Not marriedI hate giving any kind of recognition to claims like this, but since we may be seeing more of this in the coming months:

Is this woman the living 'Code'? (USAToday.com)

The gist of it is that Kathleen McGown claims she is from the 'sacred bloodline' as described in The Da Vinci Code. (Which in turn got its ideas from the lamentable Holy Blood, Holy Grail.) McGown is the "self-proclaimed descendant of a union between Jesus and Mary Magdalene" (emphasis mine). She's making a big claim here; not only that Jesus and Mary Magdalene were married and had a child (for which there is absolutely no evidence) but also that McGowan herself is part of the resulting bloodline. Of course she is using the Da Vinci Code trick in her book by writing a "fictional" story about 'Maureen Paschal' which McGowan acknowledges is basically herself. This allows her to have all the fun of making truth claims while hiding behind the guise of fiction.

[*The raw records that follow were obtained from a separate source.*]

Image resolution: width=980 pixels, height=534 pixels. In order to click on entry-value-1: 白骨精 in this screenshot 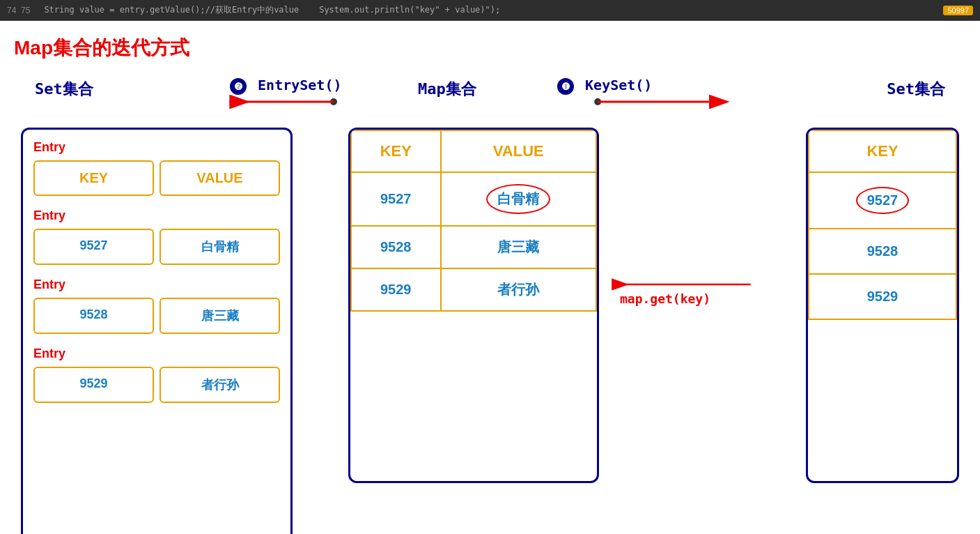, I will do `click(220, 247)`.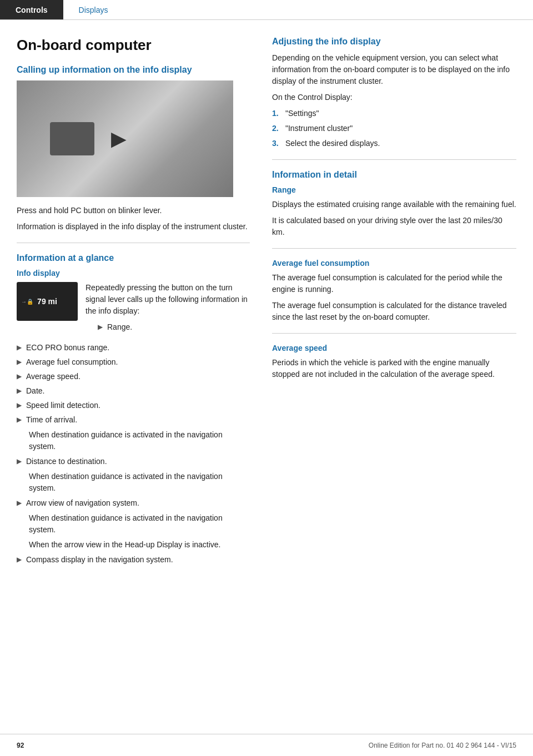 The image size is (533, 756). I want to click on list-item-time-arrival: ▶ Time of arrival., so click(133, 420).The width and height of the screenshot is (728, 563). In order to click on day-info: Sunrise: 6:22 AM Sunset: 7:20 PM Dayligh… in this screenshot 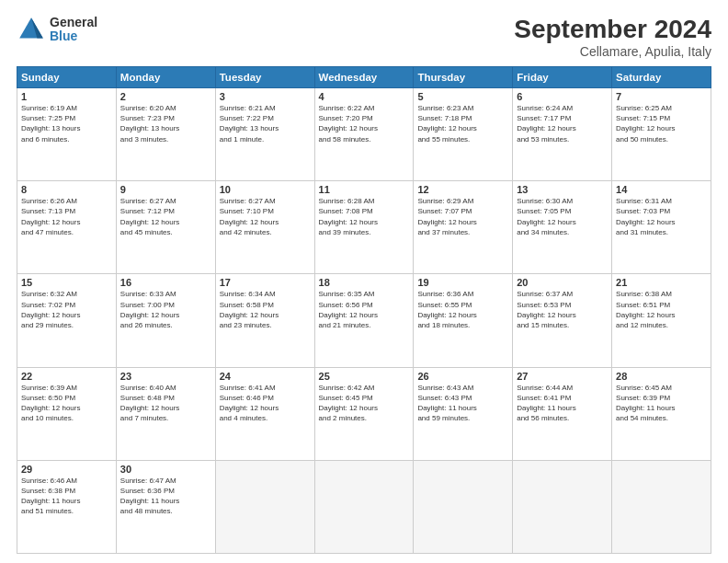, I will do `click(364, 123)`.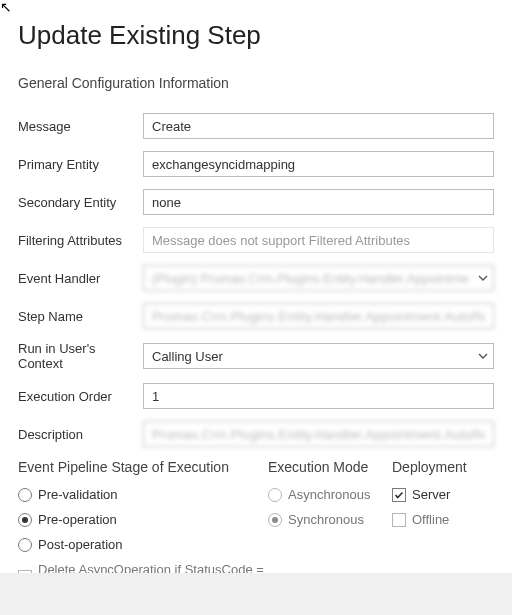 This screenshot has width=512, height=615. What do you see at coordinates (318, 278) in the screenshot?
I see `event-handler-select` at bounding box center [318, 278]. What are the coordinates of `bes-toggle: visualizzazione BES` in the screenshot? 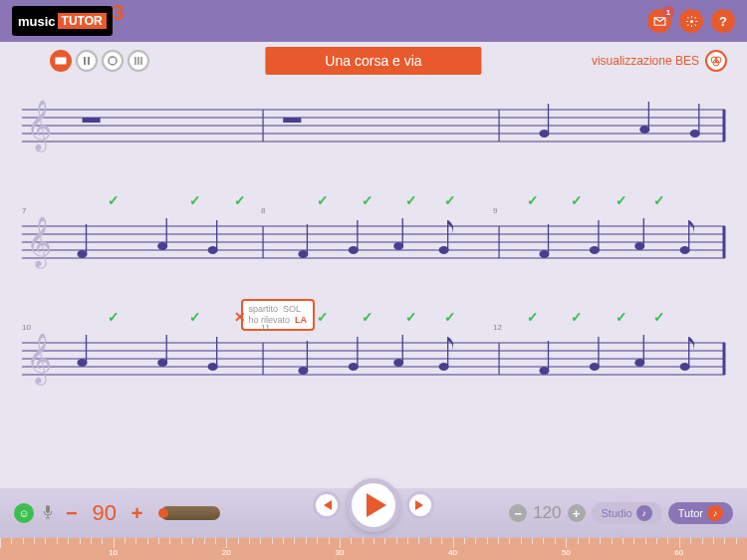 It's located at (659, 61).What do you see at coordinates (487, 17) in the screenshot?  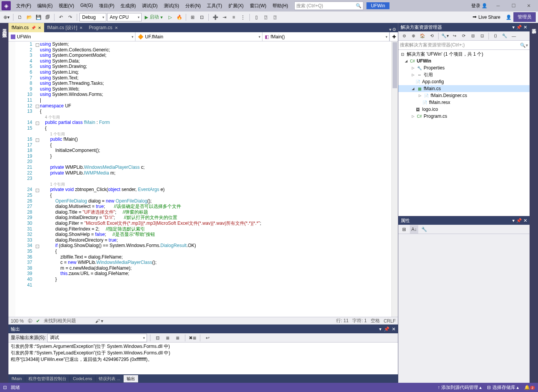 I see `live-share-button: ⮕Live Share` at bounding box center [487, 17].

What is McGowan's evidence for her claims? There is none. From the article:

Despite the lack of hard evidence, McGowan's supporters include her literary agent Larry Kirshbaum … McGowan was one of his first clients and he helped her get a seven-figure, three-book deal with Simon & Schuster … Kirshbaum believes McGowan when she says she is a descendant of Mary Magdalene. "I feel she's entirely credible," says Kirshbaum … "She spent 20 years of her life researching this subject. You have to give her any benefit of the doubt because she's totally rational. I believe her absolutely. She had total credibility with me from the very beginning."

This lady spent 20 years researching and still has no evidence? That is not very convincing to me. Let's see what a respected historian has to say about this:

"A historian simply has to look at what evidence there is," says Bart Ehrman, chairman of the Department of Religious Studies at the University of North Carolina … "You can survey anyone who is a scholar of early Christianity and they will all tell you the same thing. It's completely bogus." McGowan says evidence of her ancient French lineage and connections to the sacred bloodline have been passed down through many generations of her family but admits "there are certainly holes in it." Much ancestral documentation, she says, was destroyed during the French Revolution. Ehrman is doubtful. "People didn't keep genealogies like that in the ancient world. There are no records. We have no account of Mary Magdalene even going to France until the Middle Ages, and the legend about her going to France sprang up because there was a cult to Mary Magdalene in southern France and they used the story about her going there as a way to explain the origins of the cult."

Ehrman is entirely correct here. And notice that Ehrman is not Christian and doesn't believe in the resurrection, so don't say he's just blind to the truth or somesuch nonsense. To summarize:

  1. There is no historical evidence that Jesus and Mary were married
  2. There is no historical evidence that they had a child
  3. Therefore there is no bloodline
  4. Even if there WAS a bloodline, McGowan has no evidence (let alone proof) that she belongs to it

And people say Christians accept things based on blind faith. As per my previous article on this blog re tolerance, McGowan is free to believe this if she wants; she should even be free to try to convince others. But she is still wrong and until she can provide some evidence for her claims no one should believe her and no one should support her by buying her books.